Strike while Hadoop analytics apps are hot

Analytics software tipped to snowball answers to big-data business questions

Software that is part of the Hadoop-MapReduce business analytics ecosystem is likely to sell well from today until at least 2016, according to a report from IDC.

IDC has completed its first global report on the category, indicating the worldwide Hadoop-MapReduce ecosystem software market was worth $77m (£47.7m) in 2011 and is on track to grow to $812.8m by 2016 – a compound annual growth rate (CAGR) of 60.2 per cent.

Carl Olofson, programme vice president for information management software research at IDC, said the big-data management software is capable of kick-starting a range of projects and problem solving for business customers.

"Hadoop and MapReduce are taking the software world by storm, inspiring a wide range of projects that collect both structured and unstructured data and producing output that may be used to answer a single question; serve as the foundation for a range of other questions, queries, or searches; or be loaded into a data warehouse for more systematic and repeatable query," Olofson said in a press statement.

The Hadoop and MapReduce market would probably develop similarly to the market for the diverse and broad-based Linux distribution ecosystem, according to IDC.

Hardware vendors, applications vendors, developers, and deployers of products that support or work within the Hadoop and MapReduce ecosystem are best placed to benefit from the market's growth over the next 10 years, the analyst's statement said.

IDC believes one of the key drivers is the increasing availability of interactional, attitudinal and behavioral data from such sources as social media and other web-based applications. There is more desire now to mine such data for its full value.

However, market expansion may be inhibited by competition between open-source vendors and "closed-source" counterparts, which may force licence fees down, IDC added.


■ **EXERCISE OBJECTIVE**
Please write out exactly the lines from the one with "Find the location of a particular element." through the end of the data below, both ends included, and omit any pictures.

Stored items
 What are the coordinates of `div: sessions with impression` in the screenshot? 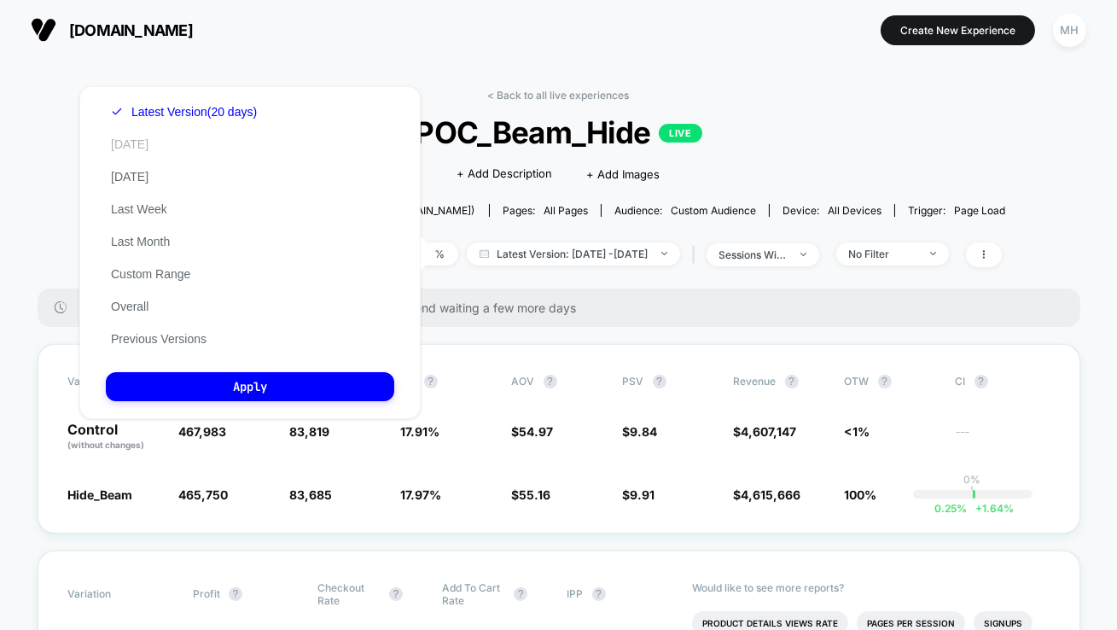 It's located at (753, 254).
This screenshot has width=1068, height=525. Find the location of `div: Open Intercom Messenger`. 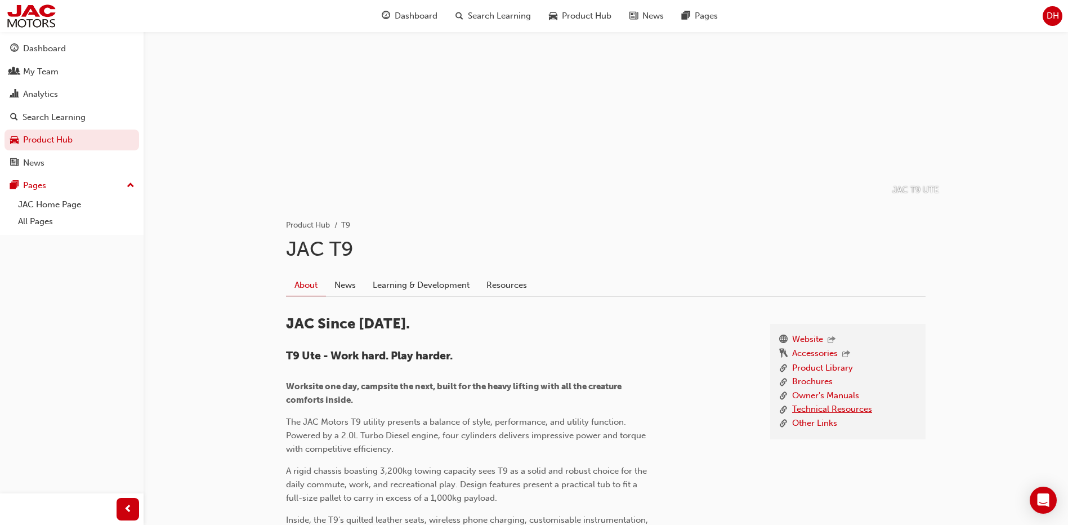

div: Open Intercom Messenger is located at coordinates (1044, 500).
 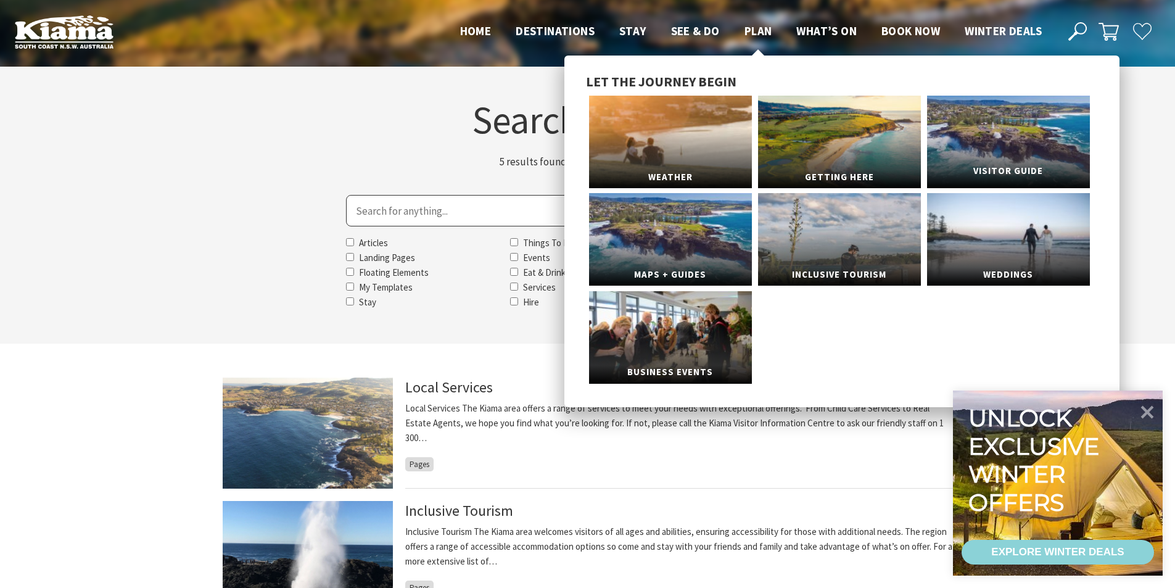 I want to click on span: Getting Here, so click(x=839, y=177).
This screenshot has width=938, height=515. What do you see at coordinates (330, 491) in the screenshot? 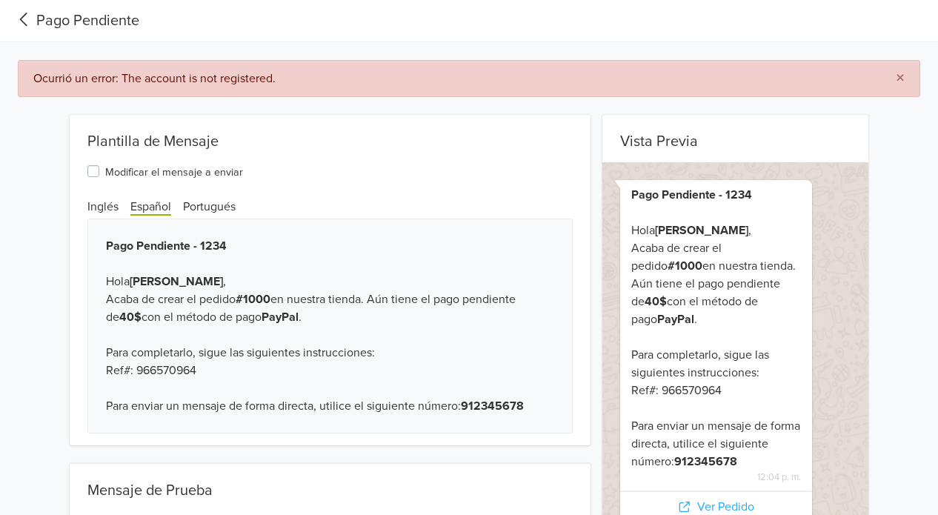
I see `div: Mensaje de Prueba` at bounding box center [330, 491].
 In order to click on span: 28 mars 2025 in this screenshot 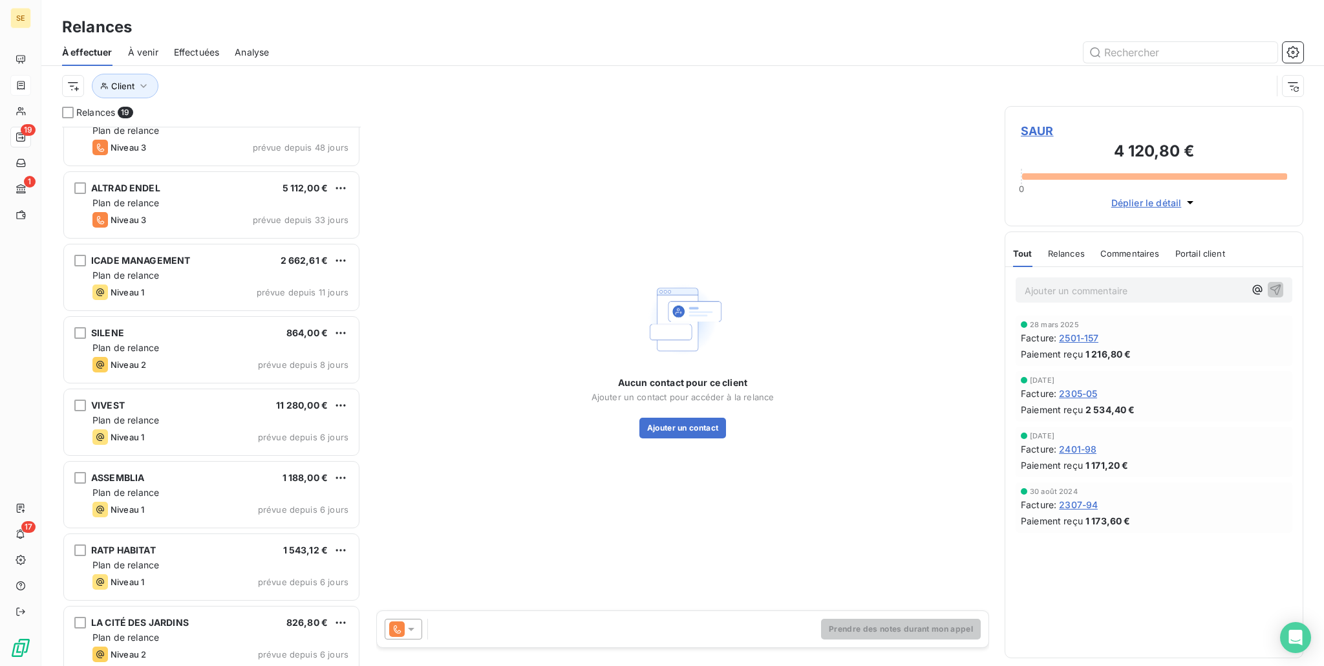, I will do `click(1054, 324)`.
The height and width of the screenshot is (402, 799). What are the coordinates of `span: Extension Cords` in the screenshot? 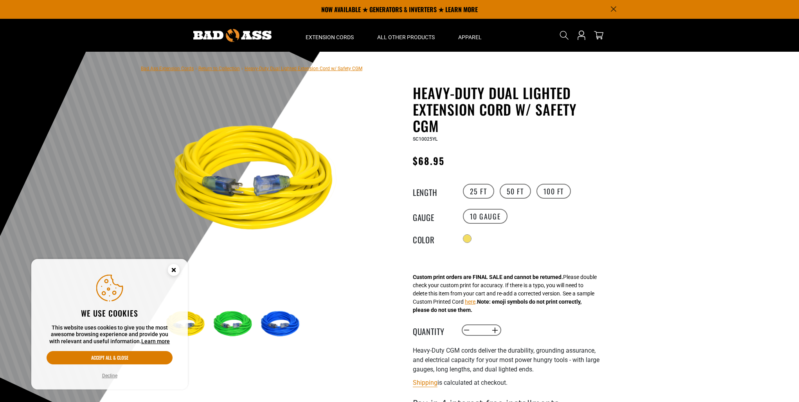 It's located at (330, 37).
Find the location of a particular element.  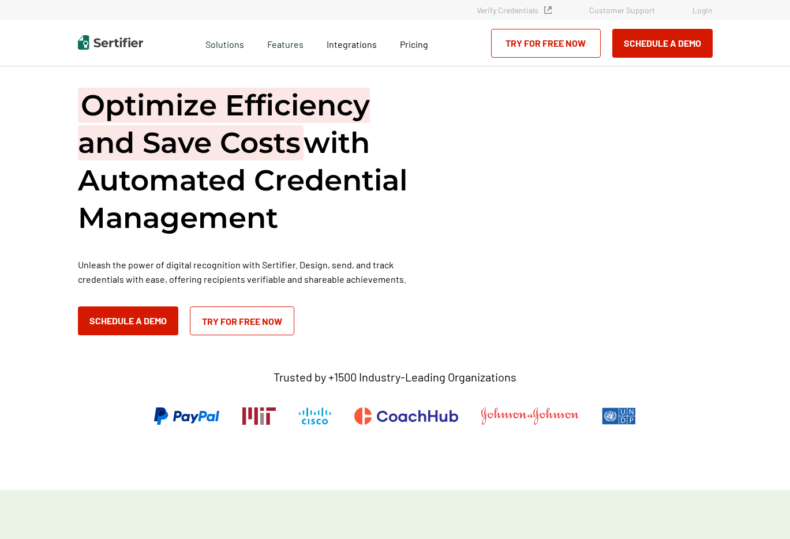

span: Integrations is located at coordinates (351, 44).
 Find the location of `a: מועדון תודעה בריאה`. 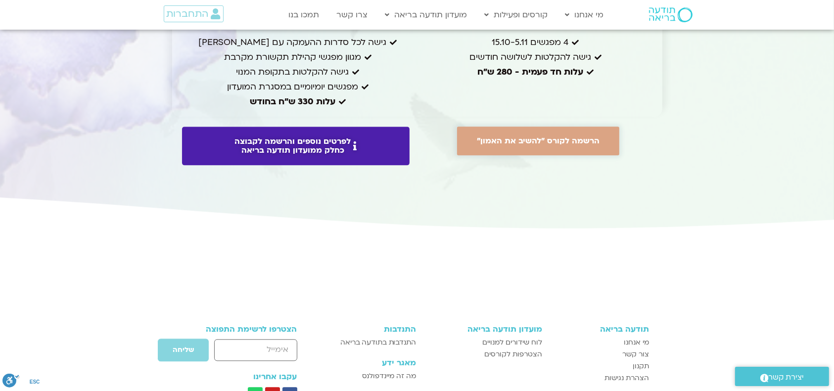

a: מועדון תודעה בריאה is located at coordinates (426, 15).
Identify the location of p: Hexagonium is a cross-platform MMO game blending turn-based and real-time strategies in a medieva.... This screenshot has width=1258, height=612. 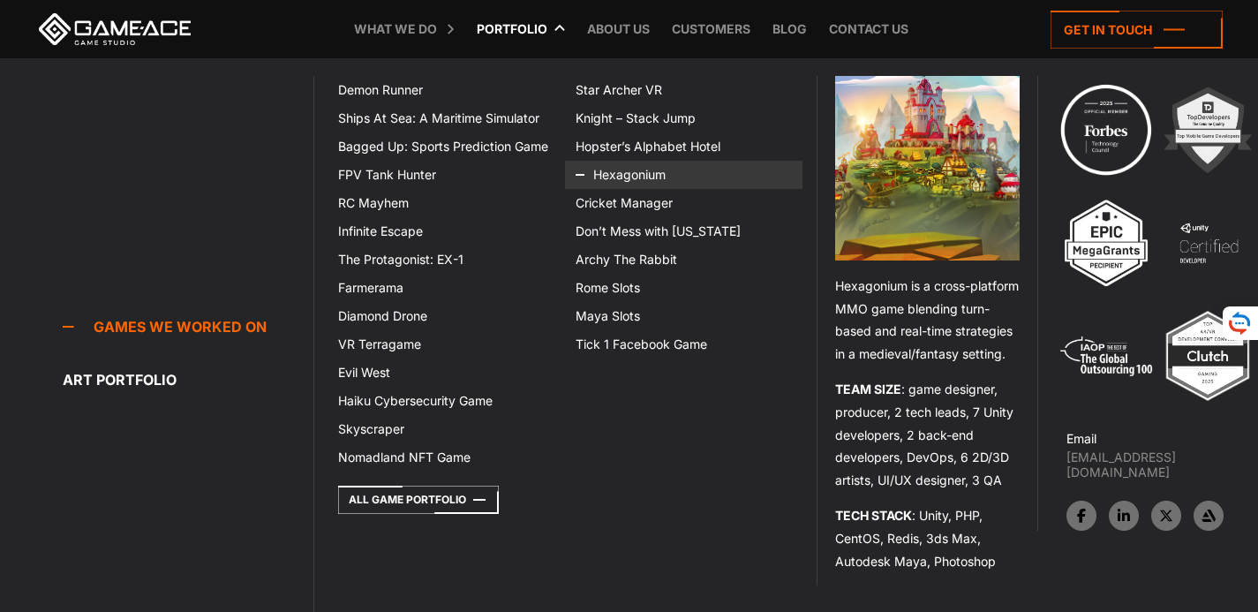
(927, 320).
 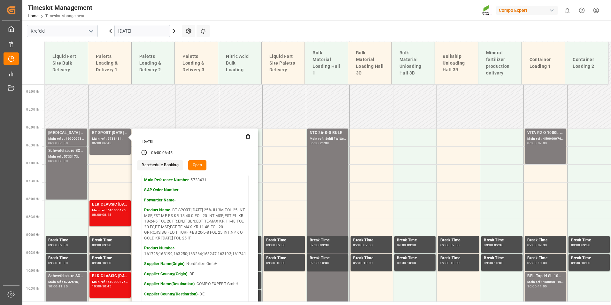 I want to click on span: 05:00 Hr, so click(x=33, y=91).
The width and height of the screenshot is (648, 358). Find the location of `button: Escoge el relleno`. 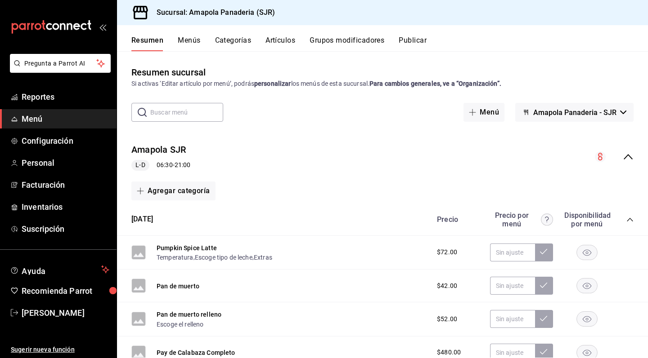

button: Escoge el relleno is located at coordinates (180, 325).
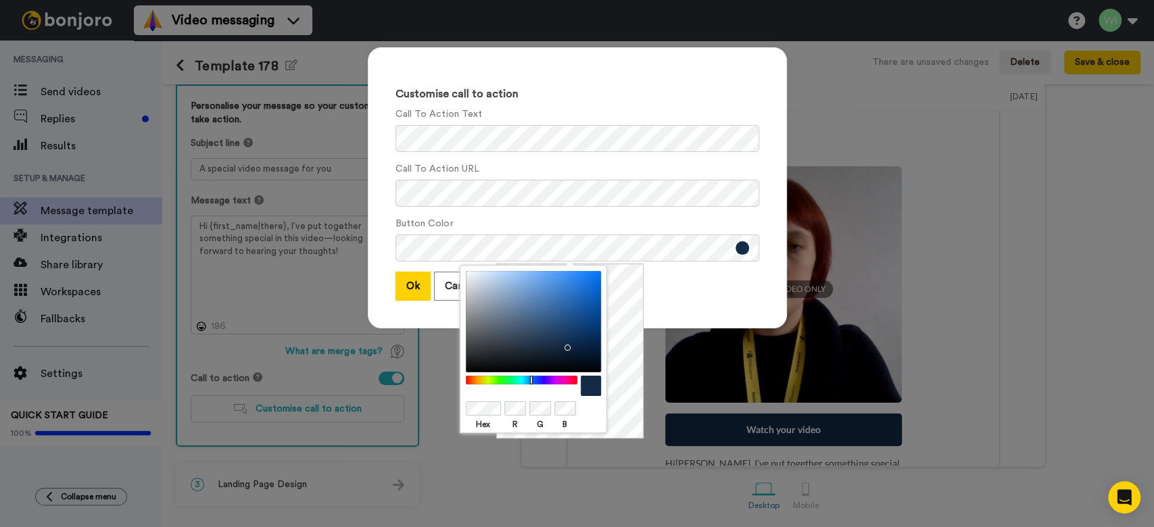 The image size is (1154, 527). What do you see at coordinates (439, 114) in the screenshot?
I see `label: Call To Action Text` at bounding box center [439, 114].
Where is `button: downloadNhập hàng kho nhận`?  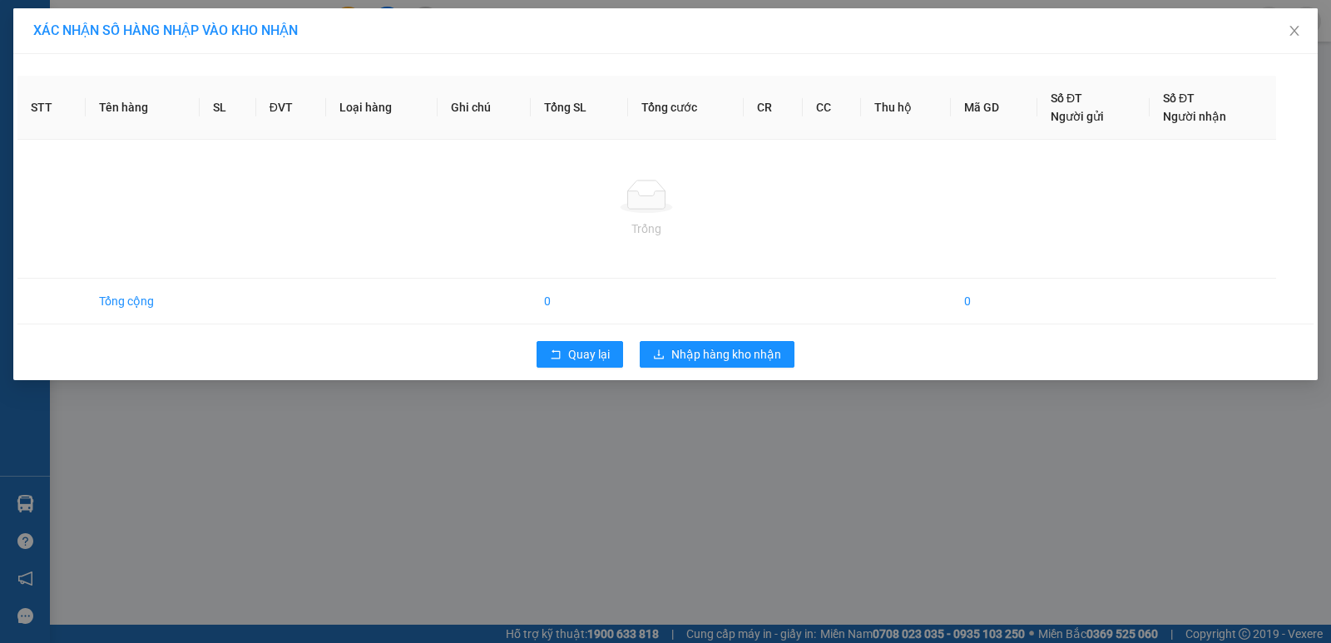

■ **ANSWER TO THE PROBLEM**
Find the location of a particular element.  

span: Integrations is located at coordinates (351, 44).
 Find the location of `a: מועדון תודעה בריאה`. 

a: מועדון תודעה בריאה is located at coordinates (426, 15).
Identify the location of p: Hexagonium is a cross-platform MMO game blending turn-based and real-time strategies in a medieva.... This screenshot has width=1258, height=612. 
(927, 320).
  I want to click on span: 05:00 Hr, so click(x=33, y=91).
The width and height of the screenshot is (648, 358). Find the location of `button: Escoge el relleno`. 

button: Escoge el relleno is located at coordinates (180, 325).
 The image size is (1154, 527). What do you see at coordinates (439, 114) in the screenshot?
I see `label: Call To Action Text` at bounding box center [439, 114].
Where is `button: downloadNhập hàng kho nhận`?  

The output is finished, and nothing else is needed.